The Zero Waste Project
Stop landfills from poisoning our air and water.
Stop landfills from poisoning our air and water.
One bill sponsored by Stoneham Democratic state Rep. Michael Day seeks to help save taxpayer dollars spent trying to recycle what the Conservation Law Foundation describes as wasteful packaging. Another piece of legislation supported by CLF would require all large-scale fleets of vehicles in Massachusetts — public and private — to go electric by 2035.
CLF is focusing this session on five critical areas of groundbreaking, proactive legislation: cutting carbon pollution, boosting clean transportation, reducing plastic pollution in our environment, and preparing our cities and towns for climate change impacts. Learn more about the bills before the legislature and how you can get involved.
Dozens of these private composting operations have sprouted up across the country in recent years. They’re helping to encourage the public conversation about composting and meeting a demand that could lead to continued growth, says Kirstie Pecci, a senior fellow at the Conservation Law Foundation.
Food waste can be terribly damaging to the environment. CLF’s Zero Waste Project has some tried and true tips for minimizing your food waste this holiday season.
“There’s no reason why single-use plastic bags need to be a part of our daily lives,” said Kirstie Pecci, Director of the Zero Waste program at CLF. “Most bags end up filling our landfills, littering our communities and waters, and polluting our air when burned up in incinerators.”
It’s time to take New England’s work reducing plastic pollution to the next level. CLF’s Zero Waste Project is launching our campaign to ban single-use plastic bags in all six New England states to create less pollution, cleaner coastlines, and healthier communities for all.
“There’s no reason why single-use plastic bags need to be a part of our daily lives,” said Kirstie Pecci, Director of the Zero Waste program at CLF. “Most bags end up filling our landfills, littering our communities and waters, and polluting our air when burned up in incinerators. The citywide ban in Boston is a good start, and we must also ensure that any ban does not burden our elderly or low-income neighbors. We have a real opportunity to end this waste and pollution throughout New England and we must act now.”
“Plastic bags are pervasive in the environment. They litter our communities, they blow around,” she said. “They fall apart eventually and those little bits of plastic, those microplastics, are then in our soil, in our freshwater, in our oceans.”
”Plastics create unsightly litter on land and are deadly in our oceans,” said Amy Moses, Vice President and Director of CLF Rhode Island. “Single-use plastics are made from fossil fuels and pollute our environment at every stage of their manufacture, use and disposal. We can’t recycle our way out of this problem. Rhode Island needs to ban these materials, and this task force is an important step in the right direction.”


Leave the pictures out and write out the rest of the listing word for word.
+===+
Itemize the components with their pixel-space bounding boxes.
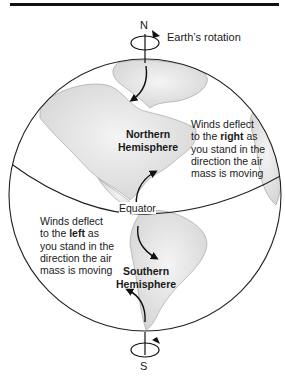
southern-hemisphere-label: Southern Hemisphere — [116, 265, 176, 291]
rotation-label: Earth’s rotation — [167, 31, 241, 43]
north-rotation-indicator — [131, 30, 160, 63]
northern-hemisphere-label: Northern Hemisphere — [118, 128, 178, 154]
north-pole-label: N — [140, 19, 148, 31]
south-pole-label: S — [140, 360, 147, 372]
equator-label: Equator — [119, 202, 156, 214]
southern-deflection-note: Winds deflect to the left as you stand i… — [40, 215, 114, 276]
globe-illustration — [0, 0, 285, 379]
northern-deflection-note: Winds deflect to the right as you stand … — [191, 118, 265, 179]
south-rotation-indicator — [131, 332, 160, 357]
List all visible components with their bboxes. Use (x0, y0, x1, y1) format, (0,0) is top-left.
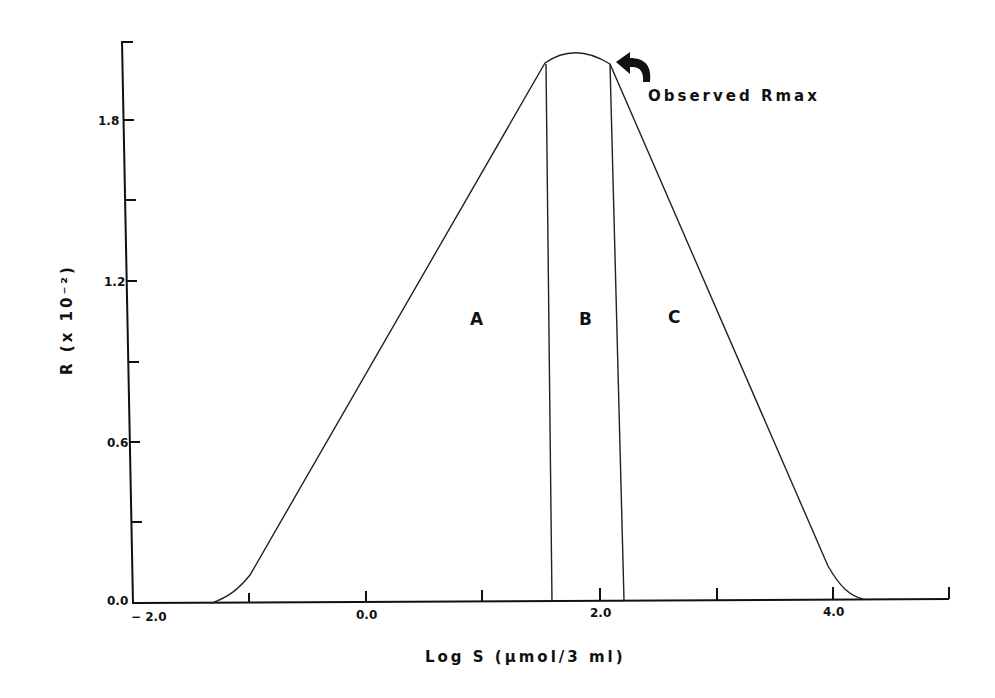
+===+
TASK SOLUTION:
Itemize the components with their pixel-space bounding boxes.
southern-hemisphere-label: Southern Hemisphere — [116, 265, 176, 291]
rotation-label: Earth’s rotation — [167, 31, 241, 43]
north-rotation-indicator — [131, 30, 160, 63]
northern-hemisphere-label: Northern Hemisphere — [118, 128, 178, 154]
north-pole-label: N — [140, 19, 148, 31]
south-pole-label: S — [140, 360, 147, 372]
equator-label: Equator — [119, 202, 156, 214]
southern-deflection-note: Winds deflect to the left as you stand i… — [40, 215, 114, 276]
globe-illustration — [0, 0, 285, 379]
northern-deflection-note: Winds deflect to the right as you stand … — [191, 118, 265, 179]
south-rotation-indicator — [131, 332, 160, 357]
List all visible components with their bboxes. Use (x0, y0, x1, y1) format, (0,0) is top-left.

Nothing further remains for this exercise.